A question from Memphis, TN:
Good morning Mr. Slavic,
My name is Caitlin Zon and I’m a teacher at a charter school in TN. I’m in my second year of teaching and I teach 6th grade Spanish and support literacy instruction.
I actually had the pleasure of attending one of your workshops this summer in Colorado and I’m seeking your input on an issue I’ve been having with my administration. My department chair, Danielle Crihfield, recommended I email you to see if you had any resources or suggestions. She said that you had had some similar experiences with administration and could provide more candid feedback and potential resources.
I’ve recently received scores on my instruction from my administration and had been ranked fairly low as not meeting expectations in content knowledge and teacher knowledge of students. Even though I had provided evidence of my differentiation through several PQA strategies and a variety of instructional techniques (TPRS/cloze activities/TPR, movietalk), my administrator did not feel that I was thinking about student’s potential difficulties with the language and didn’t understand my goals for my students. I had expressed to her my goals for the students are constant comprehensible input and the goal for them is not to be able to produce the language at this stage since they are in their first year of Spanish instruction. I want them to be able to effectively read one of Karen Rowan’s chapter books by the end of the year and become culturally sensitive citizens. I only see my students twice a week for 55 minute time blocks. The charter that I work for is very structured and focused on constant assessment, which in my opinion, doesn’t fit well into my perception of foreign language instruction. I’m also not sure how helpful it is for me to be critiqued on my ability to teach content when the person critiquing me will not look at my standards, I haven’t received much support with curriculum and they aren’t familiar with the Spanish language or the teaching of foreign language. I’ve previously given them the Foreign Language Teacher’s quick feedback form (I believe this is from Bryce Hedstrom) but they didn’t see it as fitting their method of providing feedback. I was hoping you might provide some feedback as to how I can effectively and respectfully discuss the method of TPRS, explain my standards and comprehensible input and dialogue regarding how they can give me more timely feedback that is solutions based and not just negative. Any suggestions, experiences or resources you can share would be immensely appreciated!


Look through the lines below and extract any with the word "their".

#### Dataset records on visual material
........

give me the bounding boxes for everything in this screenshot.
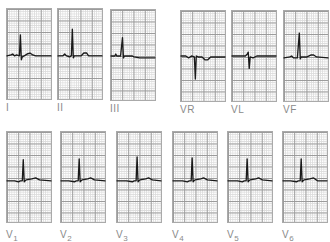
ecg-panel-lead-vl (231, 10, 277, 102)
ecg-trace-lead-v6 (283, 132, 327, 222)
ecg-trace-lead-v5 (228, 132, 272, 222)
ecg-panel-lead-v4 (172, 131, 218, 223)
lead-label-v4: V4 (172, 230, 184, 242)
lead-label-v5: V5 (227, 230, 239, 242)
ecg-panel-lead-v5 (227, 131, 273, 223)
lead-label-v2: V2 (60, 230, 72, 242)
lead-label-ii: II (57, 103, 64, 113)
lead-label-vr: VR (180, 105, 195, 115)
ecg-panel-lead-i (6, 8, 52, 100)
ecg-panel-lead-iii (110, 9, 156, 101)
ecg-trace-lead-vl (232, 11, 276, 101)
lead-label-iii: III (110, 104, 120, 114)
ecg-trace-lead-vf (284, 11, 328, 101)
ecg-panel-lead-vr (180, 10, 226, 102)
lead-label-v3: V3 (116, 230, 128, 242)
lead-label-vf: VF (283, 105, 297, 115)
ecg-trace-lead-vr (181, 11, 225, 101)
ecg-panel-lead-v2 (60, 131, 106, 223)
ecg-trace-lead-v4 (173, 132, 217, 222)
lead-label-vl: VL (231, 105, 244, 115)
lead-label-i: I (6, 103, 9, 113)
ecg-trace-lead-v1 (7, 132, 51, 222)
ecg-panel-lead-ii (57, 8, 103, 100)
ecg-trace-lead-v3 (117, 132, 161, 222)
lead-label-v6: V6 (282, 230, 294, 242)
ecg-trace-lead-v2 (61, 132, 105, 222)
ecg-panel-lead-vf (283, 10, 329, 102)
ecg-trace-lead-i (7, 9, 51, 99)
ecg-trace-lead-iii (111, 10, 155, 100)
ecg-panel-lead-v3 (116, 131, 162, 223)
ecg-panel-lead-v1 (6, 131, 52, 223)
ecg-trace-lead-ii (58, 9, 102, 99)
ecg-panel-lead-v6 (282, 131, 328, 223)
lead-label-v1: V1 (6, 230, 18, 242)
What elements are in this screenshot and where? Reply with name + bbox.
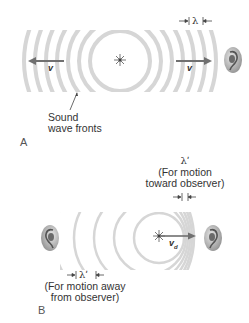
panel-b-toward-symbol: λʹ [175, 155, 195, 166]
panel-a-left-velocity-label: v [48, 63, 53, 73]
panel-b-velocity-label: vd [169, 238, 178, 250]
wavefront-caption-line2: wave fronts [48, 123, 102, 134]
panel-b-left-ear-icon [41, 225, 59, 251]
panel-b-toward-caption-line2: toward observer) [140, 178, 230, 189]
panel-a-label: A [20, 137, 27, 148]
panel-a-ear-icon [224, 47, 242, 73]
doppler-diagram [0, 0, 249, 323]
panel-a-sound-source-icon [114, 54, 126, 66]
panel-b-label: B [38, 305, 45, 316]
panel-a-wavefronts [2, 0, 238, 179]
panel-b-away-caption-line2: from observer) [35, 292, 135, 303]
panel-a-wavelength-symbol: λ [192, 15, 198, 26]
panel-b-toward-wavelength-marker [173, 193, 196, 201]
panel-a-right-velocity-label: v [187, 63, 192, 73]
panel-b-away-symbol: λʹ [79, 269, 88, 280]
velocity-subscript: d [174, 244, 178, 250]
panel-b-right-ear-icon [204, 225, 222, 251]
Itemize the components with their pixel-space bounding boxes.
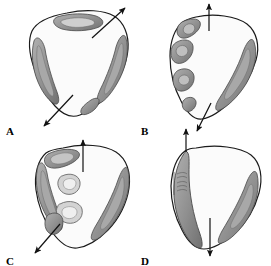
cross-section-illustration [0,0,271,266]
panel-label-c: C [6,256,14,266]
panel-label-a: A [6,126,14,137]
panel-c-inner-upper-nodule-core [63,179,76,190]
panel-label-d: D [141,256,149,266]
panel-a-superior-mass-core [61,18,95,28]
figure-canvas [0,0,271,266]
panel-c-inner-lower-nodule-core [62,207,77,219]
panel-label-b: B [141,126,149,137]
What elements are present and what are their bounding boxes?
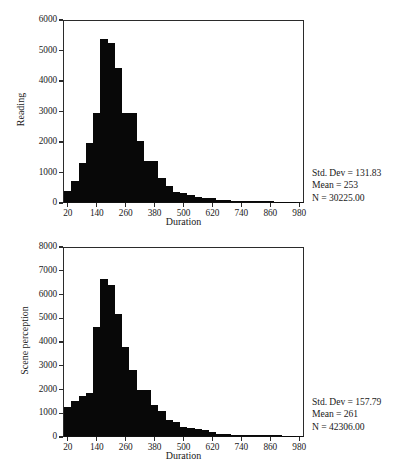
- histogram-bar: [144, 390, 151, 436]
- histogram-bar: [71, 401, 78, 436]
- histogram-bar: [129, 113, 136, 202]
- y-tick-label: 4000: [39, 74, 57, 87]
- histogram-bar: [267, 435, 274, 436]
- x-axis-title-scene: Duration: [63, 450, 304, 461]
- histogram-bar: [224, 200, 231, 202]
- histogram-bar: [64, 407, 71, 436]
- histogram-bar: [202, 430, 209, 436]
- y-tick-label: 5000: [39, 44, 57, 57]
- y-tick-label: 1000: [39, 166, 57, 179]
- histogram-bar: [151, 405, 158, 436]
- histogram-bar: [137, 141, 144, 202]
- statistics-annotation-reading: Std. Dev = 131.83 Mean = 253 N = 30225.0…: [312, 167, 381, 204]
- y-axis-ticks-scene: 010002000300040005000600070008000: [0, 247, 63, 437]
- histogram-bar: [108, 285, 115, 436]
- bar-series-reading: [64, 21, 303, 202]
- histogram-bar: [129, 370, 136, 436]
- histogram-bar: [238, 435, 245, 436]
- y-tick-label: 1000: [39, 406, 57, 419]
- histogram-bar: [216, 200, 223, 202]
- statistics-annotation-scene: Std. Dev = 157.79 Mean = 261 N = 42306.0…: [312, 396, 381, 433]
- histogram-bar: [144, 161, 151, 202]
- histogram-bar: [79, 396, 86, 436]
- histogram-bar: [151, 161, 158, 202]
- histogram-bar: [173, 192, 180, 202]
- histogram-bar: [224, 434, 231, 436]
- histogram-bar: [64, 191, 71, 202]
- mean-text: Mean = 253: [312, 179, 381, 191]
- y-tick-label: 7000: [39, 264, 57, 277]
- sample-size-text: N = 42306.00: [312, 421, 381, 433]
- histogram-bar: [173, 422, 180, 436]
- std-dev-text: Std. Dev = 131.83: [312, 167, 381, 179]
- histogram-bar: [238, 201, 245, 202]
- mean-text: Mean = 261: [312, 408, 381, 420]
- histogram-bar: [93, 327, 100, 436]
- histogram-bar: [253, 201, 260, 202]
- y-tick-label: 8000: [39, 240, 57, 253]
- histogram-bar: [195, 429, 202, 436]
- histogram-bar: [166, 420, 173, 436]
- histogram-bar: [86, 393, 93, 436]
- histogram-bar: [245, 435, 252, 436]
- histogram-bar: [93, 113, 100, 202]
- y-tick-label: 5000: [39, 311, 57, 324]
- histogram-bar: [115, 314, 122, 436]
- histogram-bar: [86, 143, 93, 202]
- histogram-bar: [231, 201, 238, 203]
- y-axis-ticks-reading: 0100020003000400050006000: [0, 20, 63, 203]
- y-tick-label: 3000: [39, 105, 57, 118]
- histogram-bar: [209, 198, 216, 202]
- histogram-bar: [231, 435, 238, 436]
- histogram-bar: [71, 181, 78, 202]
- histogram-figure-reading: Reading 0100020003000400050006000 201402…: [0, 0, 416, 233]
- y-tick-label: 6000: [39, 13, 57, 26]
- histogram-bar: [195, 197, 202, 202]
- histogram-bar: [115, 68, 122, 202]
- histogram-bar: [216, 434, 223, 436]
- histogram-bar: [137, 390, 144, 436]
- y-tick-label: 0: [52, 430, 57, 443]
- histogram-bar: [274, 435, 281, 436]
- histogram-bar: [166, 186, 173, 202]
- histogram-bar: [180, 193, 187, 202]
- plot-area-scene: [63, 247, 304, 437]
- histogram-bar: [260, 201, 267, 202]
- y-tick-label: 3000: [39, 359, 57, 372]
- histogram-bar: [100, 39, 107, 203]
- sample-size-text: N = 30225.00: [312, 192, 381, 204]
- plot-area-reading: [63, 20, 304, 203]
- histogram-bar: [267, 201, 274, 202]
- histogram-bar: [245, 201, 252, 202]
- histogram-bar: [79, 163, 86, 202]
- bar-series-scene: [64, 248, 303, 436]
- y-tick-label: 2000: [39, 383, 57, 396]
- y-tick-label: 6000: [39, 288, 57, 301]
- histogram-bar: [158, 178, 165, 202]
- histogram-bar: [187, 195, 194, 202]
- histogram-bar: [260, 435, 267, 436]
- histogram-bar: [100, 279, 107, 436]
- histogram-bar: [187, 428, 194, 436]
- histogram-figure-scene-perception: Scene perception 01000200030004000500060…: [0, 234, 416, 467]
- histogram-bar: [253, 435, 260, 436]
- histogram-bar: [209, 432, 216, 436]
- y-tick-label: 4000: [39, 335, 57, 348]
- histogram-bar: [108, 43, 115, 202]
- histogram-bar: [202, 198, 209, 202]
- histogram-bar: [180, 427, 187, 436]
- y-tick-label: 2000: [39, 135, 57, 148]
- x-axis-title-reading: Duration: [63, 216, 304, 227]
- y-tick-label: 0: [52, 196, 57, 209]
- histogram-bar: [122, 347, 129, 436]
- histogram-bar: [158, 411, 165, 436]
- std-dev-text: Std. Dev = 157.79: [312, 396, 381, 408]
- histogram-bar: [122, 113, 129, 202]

........

#### EXERCISE OUTPUT
Itemize the components with their pixel-space bounding boxes.
What elements are present and what are their bounding boxes?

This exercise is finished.